I don’t even bother looking as he works up the fire escape. He can do it, Puppeteer can do it, and I have no doubt everyone else can do it. It’s a foregone conclusion, so instead I begin walking over to the starting line with everyone else.

They part for me. “Newbie!” Blink shouts excitedly as I walk over, waving at me like we’re already best friends.

“You know, it’s easier to see from over where you were. You don’t have to come over here until you’re ready.” Rampart says, arms folded politely behind his back, stance straight and proper and military.

“Oh, I’m ready.” I say, reaching for the hand chalk that’s been set out and giving my hands a good dusting. Out of the corner of my eye, I watch Gale smiling at me, and I give a couple of short hops, boxing the air, trying to look enthusiastic about the whole trial. I guess, in a sense, I am enthusiastic. I’m ready to go. I don’t need to watch a bunch of people older than me show off, no matter how much I’m sure they want to impress or intimidate me. I crane my head around and notice a distinct lack of Gossamer, but don’t care enough to call it out. “Why, is there a line? Are you going to make me wait for you all first?”

Rampart shows a little bit of actual emotion in his following smile. “Not at all. Ladies first, after all.”

Crossroads chuckles at the back of the group. I think he says “Chauvinist”, but it’s too quiet to hear, and Rampart certainly doesn’t notice over Playback causing airhorn noises to blare out of his fingertips.

Blink walks up to the starting line, cups her mouth, and yells. “Hey, boss-lady, is it cool if the new girl goes next?”

“I was going to ask that…” Rampart mumbles under his breath, while I take my place at the starting line.

“Huh? Yeah. Sure. Show us what you got, newbie!” Puppeteer yells back.

I bend down, doing one last stretch, and tie my shoelaces.


I’m not one for tumbling, gymnastics, acrobatics, all things I abandoned at the altar of kicking and running and aiming with my forehead. Like most little girls, when I was young, I did those things, enrolled by my parents in an effort to teach me valuable life skills and keep me in shape. Of course I can somersault, of course I know what a balance beam is, and sometimes I can even cartwheel if I feel particularly motivated.

I shakily put one foot in front of the other, and think to myself, in no uncertain terms, “this is bullshit”.

The balance beams looked even from the distance I was at before, but from up close, they’re anything but.
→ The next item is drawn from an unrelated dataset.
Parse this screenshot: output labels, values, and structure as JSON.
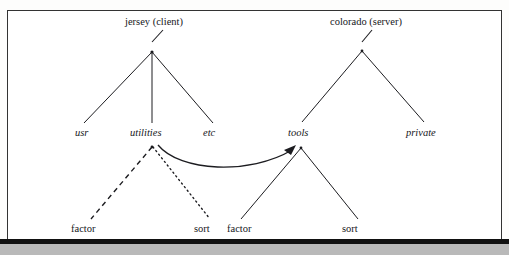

They’ve been propped up, slightly bent, some of them thicker and some of them thinner. There’s inclines and declines, each balance beam overlapping at least one other but usually two, and never at the very end of them. I have to step over the ones that intersect the middle of whatever beam I’m on, and several times, I almost fall, my arms splayed out for balance like a tightrope walker. I’m determined to not fuck up on this first obstacle, and I make my way across slowly and steadily.

Unlike them, I don’t need to be fast. I just need to prove I can do it. Doing it fast comes afterwards. I don’t turn back for gracious applause after I make my way off the sole balance beam leading to the end, an extremely narrow one at an incline that I really have to work my calves to get across. I don’t grandstand or do anything interesting. It is only me, and the obstacles ahead of me. It is only ever me, and the obstacles ahead of me.
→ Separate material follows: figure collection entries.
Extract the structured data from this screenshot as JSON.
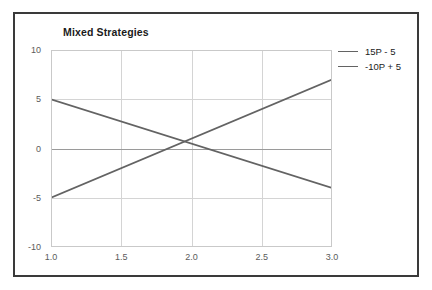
{
  "chart_data": {
    "type": "line",
    "title": "Mixed Strategies",
    "xlabel": "",
    "ylabel": "",
    "xlim": [
      1.0,
      3.0
    ],
    "ylim": [
      -10,
      10
    ],
    "grid": true,
    "legend_position": "right-outside",
    "xticks": [
      "1.0",
      "1.5",
      "2.0",
      "2.5",
      "3.0"
    ],
    "xtick_values": [
      1.0,
      1.5,
      2.0,
      2.5,
      3.0
    ],
    "yticks": [
      "10",
      "5",
      "0",
      "-5",
      "-10"
    ],
    "ytick_values": [
      10,
      5,
      0,
      -5,
      -10
    ],
    "x": [
      1.0,
      3.0
    ],
    "series": [
      {
        "name": "15P - 5",
        "color": "#636363",
        "values": [
          -5,
          7
        ]
      },
      {
        "name": "-10P + 5",
        "color": "#636363",
        "values": [
          5,
          -4
        ]
      }
    ],
    "annotations": []
  },
  "legend": {
    "entries": [
      {
        "label": "15P - 5"
      },
      {
        "label": "-10P + 5"
      }
    ]
  },
  "colors": {
    "line": "#636363",
    "grid": "#d4d4d4",
    "axis": "#9a9a9a",
    "frame_border": "#3a3a3a",
    "tick_text": "#5b5b5b",
    "title_text": "#1b1b1b",
    "background": "#ffffff"
  }
}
There are only two obstacles that I’m really dreading, and one of them is right in front of me. I know being able to ascend two parallel walls, like in an alleyway, is probably an extremely essential skill for anyone who needs to move around a city by foot extremely quickly, but this just strikes me as impossible. The bricks are extremely fake, wallpaper that won’t give me any grip, and there’s plastic pipes and knobs like a rock climbing wall, painted in worn-out metal colors, silver and grey and rust red brown. The ledges are just wooden planks anchored in and similarly painted to look like granite or marble or whatever, built to mimic the appearance of window-sills. The space directly between the two walls is a foam pit, like the kind they expect you to fall into doing gymnastics, which sort of breaks the illusion but I guess is necessary for safety.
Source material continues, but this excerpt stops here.